Hornblower is the hero that Forester would like to have been. Using a superior intellect, he devised brilliant stratagems; his courage always overcame his natural fear of death; he was too modest and self-effacing to understand his powerful attraction to women; and, perhaps most telling, he never confided his innermost thoughts to anyone.
Bibliography
Forester, C. S. The Hornblower Companion: An Atlas and Personal Commentary on the Writing of the Hornblower Saga. Boston: Little, Brown, 1964. Indispensable handbook to the Hornblower stories, with detailed maps and numerous illustrations by Samuel Bryant. The book also contains Forester’s “Some Personal Notes,” which, though unreliable on details of his life, provides insights into his work.
‗‗‗‗‗‗‗. Long Before Forty. Boston: Little, Brown, 1967. Posthumously published autobiography that Forester wrote before his first major literary successes. A full account of his early life, but generally unreliable. This edition also reprints “Some Personal Notes” from The Hornblower Companion.
Forester, John. Novelist and Storyteller: The Life of C. S. Forester. 2 vols. Lemon Grove, Calif.: Author, 2000. A richly detailed, iconoclastic, and often painfully revealing account of Forester’s inner life, written by his son. An important and influential contribution to understanding Forester as a writer.

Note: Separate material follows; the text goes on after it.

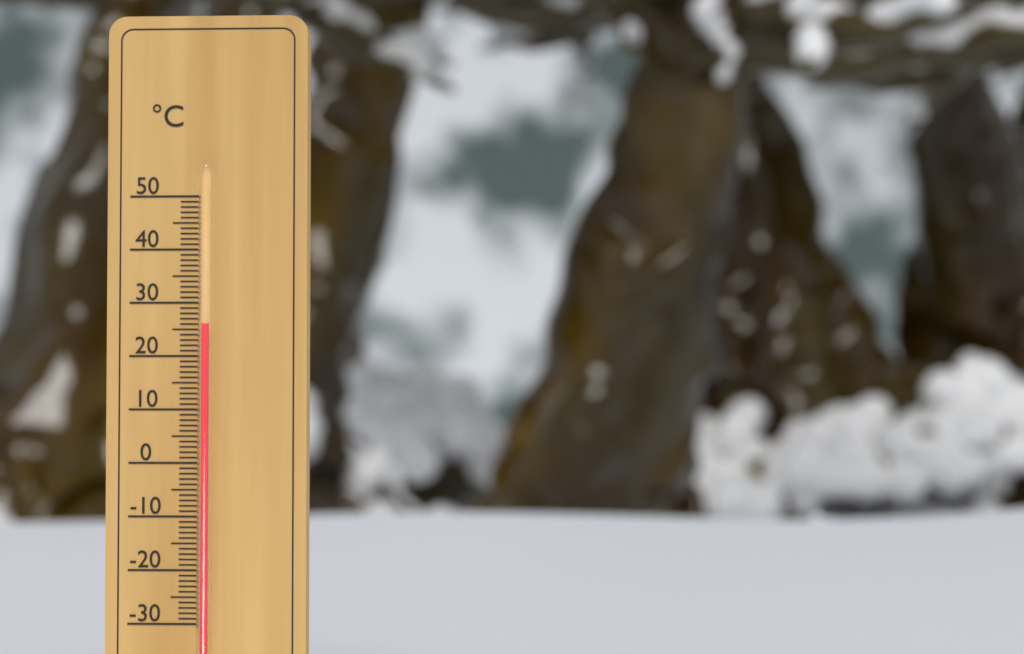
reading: 26 °C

Grainger, John D. “Who Was Hornblower?” History Today 49, no. 10 (October, 1999): 32. Grainger tries to determine who was the “real” Horatio Hornblower and identifies two historical figures who could be models for the fictional character.
The Naval Gazette: The Journal of the C. S. Forester Society (1996- ). A quarterly publication with articles and features relating to Forester’s life and work.
Sternlicht, Sanford. C. S. Forester. Boston: Twayne, 1981. Discussion of Forester’s life relies almost entirely on Forester’s own unreliable memoirs; however, it offers engagingly written and appreciative discussions of his writings.